Participant Info

First Name
Mairin
Last Name
Odle
Affiliation
University of Alabama
Website URL
mairinodle.com
Keywords
early America, Native American studies, colonialism, violence, tattooing, history of the body, constructions of race, representations of Native Americans in literature and pop culture
Additional Contact Information
https://ams.ua.edu/people/mairin-odle/

Personal Info

Photo
About Me

I specialize in early American and Native history, with particular focus on the history of the body and cross-cultural engagements. I’m also interested in the role of narrative and memory-making in colonial projects (as well as in Indigenous resistance to those projects).

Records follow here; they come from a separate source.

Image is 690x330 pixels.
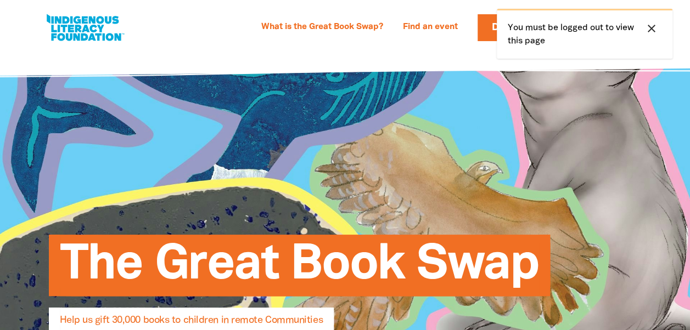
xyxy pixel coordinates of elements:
[497,9,672,59] div: You must be logged out to view this page
[642,21,661,36] button: close
[396,19,464,36] a: Find an event
[255,19,390,36] a: What is the Great Book Swap?
[645,22,658,35] i: close
[478,14,547,41] a: Donate
[60,243,539,296] span: The Great Book Swap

I earned my BA from Swarthmore College and my PhD from New York University. Prior to joining the Department of American Studies at the University of Alabama, I held a pre-doctoral fellowship at the McNeil Center for Early American Studies at the University of Pennsylvania. My recent book Under the Skin (Penn Press, 2022) explores how cross-cultural body modifications in early America not only remade individuals’ physical appearances, but altered their ideas about cultural and racial identity. Focusing on Indigenous practices of tattooing and scalping, the book traces how these practices were adopted and transformed by colonial powers.

Recent Publications

Book

Under the Skin: Tattoos, Scalps, and the Contested Language of Bodies in Early America (University of Pennsylvania Press, 2022)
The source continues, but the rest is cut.